The Government has fallen into a deep coma and lost all olfactory senses. It can't wake up and smell the coffee.
It was an equal-opportunity week of sorts for the country's two main political parties as far as the corruption focus was concerned. Bruce Golding is either born lucky, has God on his side or some good obeah man somewhere. For just when The Sunday Gleaner made a miserable start to his week, no less a Messianic figure than the contractor general resurrected the Trafigura corpse.
September 3 of this coming week will mark three years since the Golding administration won power. What it has done with that power is to rule by deception. By tragic coincidence, this third year has ended with new revelations about the seeming duplicity of the Government to deceive if not lie outright about what it knew of the Coke extradition lobby...
There is no more important and fundamental responsibility of the state and its government than securing the lives of citizens.

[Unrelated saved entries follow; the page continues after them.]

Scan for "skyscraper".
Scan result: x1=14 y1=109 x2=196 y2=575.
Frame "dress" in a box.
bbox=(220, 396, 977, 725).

My generation became adults around the time of Independence. Despite the rigidity of an entrenched class system, augmented by a bias for shades of complexion facilitated by more than 300 years of British colonialism, the realisation took time to sink in that this was the dawn of political freedom.
On August 22, writer Erica Virtue alerted readers to the fact that the old guard (men and women) in both the People's National Party and the Jamaica Labour Party are resisting forced retirement.
As we approach the fourth year of the life of the present wobbly administration, it is submitted that the times dictate that it is most appropriate that we revisit the justice-reform programme, ...
This is the second part of an excerpt from the inaugural address of Nadine Molloy, who was installed as president of the Jamaica Teachers' Association (JTA) on August 16.